The report finds that this concern is no longer warranted. Of the 5,500 Cart judicial review applications recorded between 2012 and 2019, there are only 45 reports/transcripts available, of which just 12 involved the appeal eventually succeeding. That represents a success rate, as it were, of just 0.22%. (Incidentally this explains the bizarre press reports in recent days claiming that only 12 immigration-related JR had succeeded in total since 2012: a garbled reference to the success of Cart JRs specifically.)
The report’s statistical analysis rests on the premise that all successful Cart cases are reported on either Westlaw or Bailii, which isn’t obvious. It seems intuitively much more likely that the record of judgments is incomplete than that so few cases have succeeded: Colin remembers winning at least one, and Alasdair MacKenzie four, which would leave just seven for the rest of the nation’s immigration lawyers. The Law Society also points out that “the much larger number of cases where settlement is achieved only under the threat of judicial review… are not reflected in the panel’s figures”.
But the government has already accepted the panel’s recommendation that Cart be overturned by Act of Parliament, so we are where we are. It accepts that abolition “may cause some injustice”.
Interestingly this issue was not part of the panel’s terms of reference and was smuggled into their deliberations at the request of judges (see paragraph 10 of the report).
It appears that the procedure will not be scrapped in Scotland — i.e. it is only Cart that would be reversed, not Eba — although the language of the consultation document (see foreword and paragraph 59) and the Justice Secretary in Parliament (see reply to Stuart McDonald here) is maddeningly ambiguous and it is possible that the intention is the complete opposite.
Other changes
The rest of the government’s proposals are not specific to immigration but will repay careful study by practitioners and their representatives given that the bulk of judicial review work is made up of immigration and asylum cases.
The government has committed to legislating for the introduction of suspended quashing orders. This would “alleviate the bluntness of a quashing order” such that a government decision would be quashed only “if, after a certain period of time, certain conditions set down by the court have not been met”. The consultation asks how exactly suspended quashing orders should work, but the decision to introduce them in principle has been made.

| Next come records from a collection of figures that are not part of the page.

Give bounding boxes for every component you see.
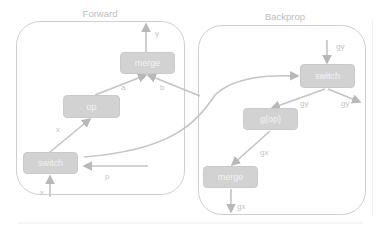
forward-merge-node: merge bbox=[120, 52, 175, 74]
label-x-op: x bbox=[56, 125, 60, 134]
edges-layer bbox=[0, 0, 380, 234]
label-gx-out: gx bbox=[237, 202, 245, 211]
edge-b-to-merge bbox=[148, 75, 200, 96]
forward-op-node: op bbox=[63, 95, 120, 118]
label-gy-in: gy bbox=[336, 42, 344, 51]
label-b: b bbox=[160, 83, 164, 92]
backprop-switch-node: switch bbox=[300, 64, 355, 88]
label-gy-right: gy bbox=[341, 99, 349, 108]
label-p: p bbox=[105, 172, 109, 181]
backprop-merge-node: merge bbox=[203, 166, 258, 188]
edge-switch-to-gop bbox=[272, 89, 325, 108]
label-gx-mid: gx bbox=[260, 148, 268, 157]
label-x-in: x bbox=[40, 188, 44, 197]
backprop-gop-node: g(op) bbox=[243, 108, 298, 130]
label-gy-left: gy bbox=[300, 99, 308, 108]
diagram-canvas: Forward Backprop bbox=[0, 0, 380, 234]
label-a: a bbox=[121, 83, 125, 92]
label-y: y bbox=[155, 29, 159, 38]
edge-switch-to-op bbox=[50, 119, 90, 152]
forward-switch-node: switch bbox=[23, 152, 78, 174]
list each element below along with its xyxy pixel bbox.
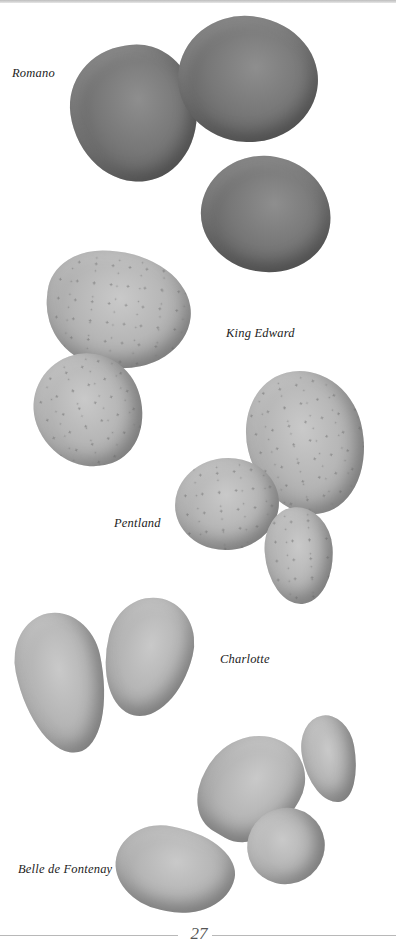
top-border	[0, 0, 396, 3]
caption-belle-de-fontenay: Belle de Fontenay	[18, 862, 112, 877]
potato-charlotte-1	[5, 605, 119, 762]
footer-rule-left	[0, 935, 178, 936]
potato-king-edward-1	[40, 245, 196, 376]
potato-romano-2	[174, 11, 322, 146]
potato-belle-2	[296, 711, 363, 807]
caption-pentland: Pentland	[114, 516, 161, 531]
caption-king-edward: King Edward	[226, 326, 295, 341]
caption-romano: Romano	[12, 66, 55, 81]
potato-charlotte-2	[92, 588, 204, 725]
caption-charlotte: Charlotte	[220, 652, 270, 667]
footer-rule-right	[212, 935, 396, 936]
potato-pentland-3	[262, 505, 337, 607]
potato-romano-3	[192, 146, 340, 283]
page-number: 27	[184, 924, 214, 944]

The consultation paper also indicates that the government agrees with the following recommendations of the Independent Review:
Changes in procedure to be considered and taken forward by the Civil Procedure Rule Committee (CPRC):
i. removing the requirement for a clam to be issued “promptly”, but retaining the 3-month time limit
ii. providing further guidance on intervenors
iii. providing for an extra step in the procedure of a Reply, to be filed within seven days of receipt of the Acknowledgement of Service
The rest of the consultation focuses on ideas that the government is interested in exploring but is not yet committed to. These are summarised under six headings:
a. legislating to clarify the effect of statutory ouster clauses
b. legislating to introduce remedies which are of prospective effect only, to be used by the courts on a discretionary basis
c. legislating that, for challenges of Statutory Instruments, there is a
presumption, or a mandatory requirement for any remedy to be prospective onlyd. legislating for suspended quashing orders to be presumed or required
e. legislating on the principles which lead to a decision being a nullity by operation of law
f. making further procedural reforms (which would need to be considered by the CPRC)
These are explored further in questions 3-19 inclusive of the consultation, which closes on 29 April 2021.